3.16.2008

Book-a-Day: Day 4

I've been moving -- slowly, I know -- through the products of my BookWorks class with Dan Essig. On the fourth day (this series is beginning to sound like an installment from Genesis) our focus was a concertina binding. Think of it as one, long continuous spine-guard that covers the spine-edge of each signature. The concertina adds particular strength to the binding. Folding the concertina EXACTLY is one of the challenges of making this book. In the photo to the right you can see the folds of the concertina between each signature.

It's not an easy binding to stitch, since you're trailing the concertina while you're attaching each signature, but it gets easier with practice (and, of course, as you keep attaching signatures, the remaining amount of concertina lessens). We used a coptic stitch with bent needles. Dan doesn't like curved needles, but straight needles don't do the job, so we softened the metal of our needles over a candle flame and bent the ends at a 45% angle with pliers. Personally, I love curved needles for coptic bindings.

The cover was attached in a style very similar to the one we used for the papyrus book on Day Two. With this fourth book, when we covered the front and back cover-boards with paper, we left a "flap" on each cover on the spine side. We sewed through the inside fold of each flap, treating the cover like another signature. We used Cave paper for our covers, so it was strong enough to withstand being sewn through. If you were using a lighter-weight paper, you'd want to reinforce the area with a material such as Tyvek, which is strong and thin.

We also practiced making insets in the cover (indentations made by lifting layers of board with an exacto knife before we covered the boards). I adhered leftover bits of paper I'd painted and used for signatures in an earlier book.


Dan's primer on concertina-folding

We had great fun, but worked pretty intensely too.

3.11.2008

X-Files Redux

I was a big fan of The X-Files when it went on the air in 1993. I'm not a fan of science fiction, but I appreciated the premise -- rare for a tv show -- that the two main characters, a man and a woman, could work together as equals without the usual "will they or won't they" love-interest storyline. Credit Chris Carter, the show's creator and main writer, for that. Dana Scully (played by Gillian Anderson), probably the more complex of the two leads, was smart, strong, ambitious, independent, reserved, and caring. She and her partner, Fox Mulder (David Duchovny), treated each other with respect, and as they continued to work together, they developed a strong sense of loyalty to each other (and, granted, you did hope that they would get together).

I was less interested in the running story about a government conspiracy and an alien settlement on earth than I was in the individual stories and how Mulder and Scully dealt with the situations and with each other. I stopped watching about four years into the show, after I moved to a new city and gave up my VCR. The show ran for nine seasons, and Time magazine named it among the 100 best television shows of all-time.

I also liked that Mulder was the "believer" and Scully the skeptic. She was a medical doctor and grounded in science; Mulder was a criminal profiler and went on intuition. This, too, played counter to the usual boy-girl scenarios and stereotypes. When Scully became convinced that Mulder was right, we, as her surrogates, believed it too.

A couple of months ago I discovered that the SciFi Channel was re-running the series. I started Tivo-ing the episodes I hadn't seen, and stacking them up for later viewing. Every once in a while I watch one, and it's a treat. Most episodes were very dark, but once in a while Chris Carter, with a big wink, would throw in a comic episode: Mulder and Scully spend Christmas Eve in a haunted house with ghosts; an obnoxious guy takes over Mulder's body and comes on to Scully, and "Mulder" plays the De Niro "you talkin to me?" scene from Taxi Driver in front of his mirror.

All in all, for a show about aliens, conspiracies, and UFOs, it was remarkably grown-up.

3.09.2008

Book-a-Day: Day 3

We made a book with mica covers on the third day of Dan Essig's Book-a-Day class at BookWorks. This may have been my favorite book of the week. One reason is the binding, called a french link stitch. It's the same binding I've used in Secret Belgian Binding books. The difference is that in the latter, it's hidden by the spine that's added to the book before binding the spine and the covers to the book. The french link is a gorgeous stitch, and it's good to see it recognized here for its aesthetic qualities as well as its functional ones. The book is fairly delicate -- you wouldn't want to throw it into your backpack -- but stronger than it looks.

We used large sheets of mica, a bit thicker than the usual mica I've used in the past. Dan buys it in large quantities locally from a company that supplies large corporations with huge amounts of the stuff. We sewed over Tyvek tapes (which we'd painted with acrylics first). We sandwiched images in between each cover (each cover made up of two sheets of mica) and tucked the ends of the tapes in between the images, gluing them in.

a better view of the french link binding
a sample book Dan made for another of his mica-book classes

One of Dan's books, showing another way to use mica. Here it helps encapsulate an object.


YOUR ASSIGNMENT - For each record that follows, give it back exactly, with no pictures included.

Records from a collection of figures
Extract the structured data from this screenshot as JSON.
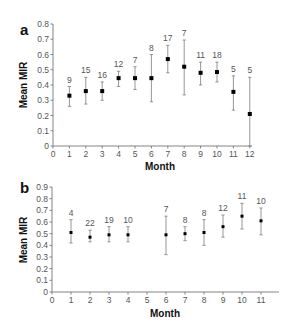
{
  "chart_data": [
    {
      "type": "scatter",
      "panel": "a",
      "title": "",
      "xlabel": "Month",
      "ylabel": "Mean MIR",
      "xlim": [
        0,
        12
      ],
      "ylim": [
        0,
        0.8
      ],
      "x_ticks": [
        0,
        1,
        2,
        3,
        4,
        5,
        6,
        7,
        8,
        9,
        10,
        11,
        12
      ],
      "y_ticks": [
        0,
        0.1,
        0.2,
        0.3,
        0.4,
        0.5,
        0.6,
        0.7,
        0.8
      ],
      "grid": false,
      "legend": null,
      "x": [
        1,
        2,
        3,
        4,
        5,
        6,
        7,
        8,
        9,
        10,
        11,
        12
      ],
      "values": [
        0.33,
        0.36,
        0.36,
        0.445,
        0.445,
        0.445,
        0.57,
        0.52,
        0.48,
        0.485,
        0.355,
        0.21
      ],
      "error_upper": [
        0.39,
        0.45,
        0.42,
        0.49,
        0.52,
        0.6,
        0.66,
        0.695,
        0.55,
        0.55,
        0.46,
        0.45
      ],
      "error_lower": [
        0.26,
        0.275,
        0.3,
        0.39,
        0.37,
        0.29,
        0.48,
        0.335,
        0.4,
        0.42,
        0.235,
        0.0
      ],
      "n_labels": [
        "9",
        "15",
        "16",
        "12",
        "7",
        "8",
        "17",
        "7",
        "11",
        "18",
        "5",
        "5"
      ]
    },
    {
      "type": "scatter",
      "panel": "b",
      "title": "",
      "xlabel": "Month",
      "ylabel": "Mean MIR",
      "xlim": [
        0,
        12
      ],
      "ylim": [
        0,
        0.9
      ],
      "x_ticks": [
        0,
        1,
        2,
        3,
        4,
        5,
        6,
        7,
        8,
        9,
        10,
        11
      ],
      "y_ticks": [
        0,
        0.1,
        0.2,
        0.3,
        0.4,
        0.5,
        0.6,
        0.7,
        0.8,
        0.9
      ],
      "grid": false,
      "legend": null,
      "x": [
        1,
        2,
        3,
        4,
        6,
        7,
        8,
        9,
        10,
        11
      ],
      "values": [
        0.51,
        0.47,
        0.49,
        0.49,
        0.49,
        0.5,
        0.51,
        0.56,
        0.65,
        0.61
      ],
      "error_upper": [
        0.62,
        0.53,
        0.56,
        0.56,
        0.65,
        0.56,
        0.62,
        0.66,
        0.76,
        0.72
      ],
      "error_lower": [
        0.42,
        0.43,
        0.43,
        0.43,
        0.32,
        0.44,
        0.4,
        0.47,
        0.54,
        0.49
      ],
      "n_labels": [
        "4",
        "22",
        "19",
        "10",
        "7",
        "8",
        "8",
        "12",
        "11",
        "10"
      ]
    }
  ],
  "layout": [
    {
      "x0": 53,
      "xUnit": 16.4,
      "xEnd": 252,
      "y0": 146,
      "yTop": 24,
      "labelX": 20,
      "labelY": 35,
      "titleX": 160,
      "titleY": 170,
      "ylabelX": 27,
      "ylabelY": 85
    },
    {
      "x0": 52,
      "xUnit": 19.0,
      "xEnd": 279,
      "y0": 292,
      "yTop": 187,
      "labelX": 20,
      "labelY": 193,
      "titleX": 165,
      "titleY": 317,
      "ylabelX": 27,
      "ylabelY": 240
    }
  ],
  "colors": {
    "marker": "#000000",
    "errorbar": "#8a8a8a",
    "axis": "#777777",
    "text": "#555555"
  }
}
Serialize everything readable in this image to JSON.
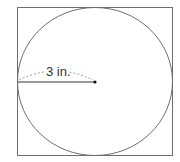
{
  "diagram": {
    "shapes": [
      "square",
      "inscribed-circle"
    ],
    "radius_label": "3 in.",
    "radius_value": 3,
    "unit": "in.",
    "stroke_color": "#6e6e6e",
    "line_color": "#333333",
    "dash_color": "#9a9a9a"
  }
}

RESULT OF THE TASK -
Extract the structured data from this screenshot as JSON.
{
  "chart_data": [
    {
      "type": "scatter",
      "panel": "a",
      "title": "",
      "xlabel": "Month",
      "ylabel": "Mean MIR",
      "xlim": [
        0,
        12
      ],
      "ylim": [
        0,
        0.8
      ],
      "x_ticks": [
        0,
        1,
        2,
        3,
        4,
        5,
        6,
        7,
        8,
        9,
        10,
        11,
        12
      ],
      "y_ticks": [
        0,
        0.1,
        0.2,
        0.3,
        0.4,
        0.5,
        0.6,
        0.7,
        0.8
      ],
      "grid": false,
      "legend": null,
      "x": [
        1,
        2,
        3,
        4,
        5,
        6,
        7,
        8,
        9,
        10,
        11,
        12
      ],
      "values": [
        0.33,
        0.36,
        0.36,
        0.445,
        0.445,
        0.445,
        0.57,
        0.52,
        0.48,
        0.485,
        0.355,
        0.21
      ],
      "error_upper": [
        0.39,
        0.45,
        0.42,
        0.49,
        0.52,
        0.6,
        0.66,
        0.695,
        0.55,
        0.55,
        0.46,
        0.45
      ],
      "error_lower": [
        0.26,
        0.275,
        0.3,
        0.39,
        0.37,
        0.29,
        0.48,
        0.335,
        0.4,
        0.42,
        0.235,
        0.0
      ],
      "n_labels": [
        "9",
        "15",
        "16",
        "12",
        "7",
        "8",
        "17",
        "7",
        "11",
        "18",
        "5",
        "5"
      ]
    },
    {
      "type": "scatter",
      "panel": "b",
      "title": "",
      "xlabel": "Month",
      "ylabel": "Mean MIR",
      "xlim": [
        0,
        12
      ],
      "ylim": [
        0,
        0.9
      ],
      "x_ticks": [
        0,
        1,
        2,
        3,
        4,
        5,
        6,
        7,
        8,
        9,
        10,
        11
      ],
      "y_ticks": [
        0,
        0.1,
        0.2,
        0.3,
        0.4,
        0.5,
        0.6,
        0.7,
        0.8,
        0.9
      ],
      "grid": false,
      "legend": null,
      "x": [
        1,
        2,
        3,
        4,
        6,
        7,
        8,
        9,
        10,
        11
      ],
      "values": [
        0.51,
        0.47,
        0.49,
        0.49,
        0.49,
        0.5,
        0.51,
        0.56,
        0.65,
        0.61
      ],
      "error_upper": [
        0.62,
        0.53,
        0.56,
        0.56,
        0.65,
        0.56,
        0.62,
        0.66,
        0.76,
        0.72
      ],
      "error_lower": [
        0.42,
        0.43,
        0.43,
        0.43,
        0.32,
        0.44,
        0.4,
        0.47,
        0.54,
        0.49
      ],
      "n_labels": [
        "4",
        "22",
        "19",
        "10",
        "7",
        "8",
        "8",
        "12",
        "11",
        "10"
      ]
    }
  ],
  "layout": [
    {
      "x0": 53,
      "xUnit": 16.4,
      "xEnd": 252,
      "y0": 146,
      "yTop": 24,
      "labelX": 20,
      "labelY": 35,
      "titleX": 160,
      "titleY": 170,
      "ylabelX": 27,
      "ylabelY": 85
    },
    {
      "x0": 52,
      "xUnit": 19.0,
      "xEnd": 279,
      "y0": 292,
      "yTop": 187,
      "labelX": 20,
      "labelY": 193,
      "titleX": 165,
      "titleY": 317,
      "ylabelX": 27,
      "ylabelY": 240
    }
  ],
  "colors": {
    "marker": "#000000",
    "errorbar": "#8a8a8a",
    "axis": "#777777",
    "text": "#555555"
  }
}
Serialize everything readable in this image to JSON.
{
  "diagram": {
    "shapes": [
      "square",
      "inscribed-circle"
    ],
    "radius_label": "3 in.",
    "radius_value": 3,
    "unit": "in.",
    "stroke_color": "#6e6e6e",
    "line_color": "#333333",
    "dash_color": "#9a9a9a"
  }
}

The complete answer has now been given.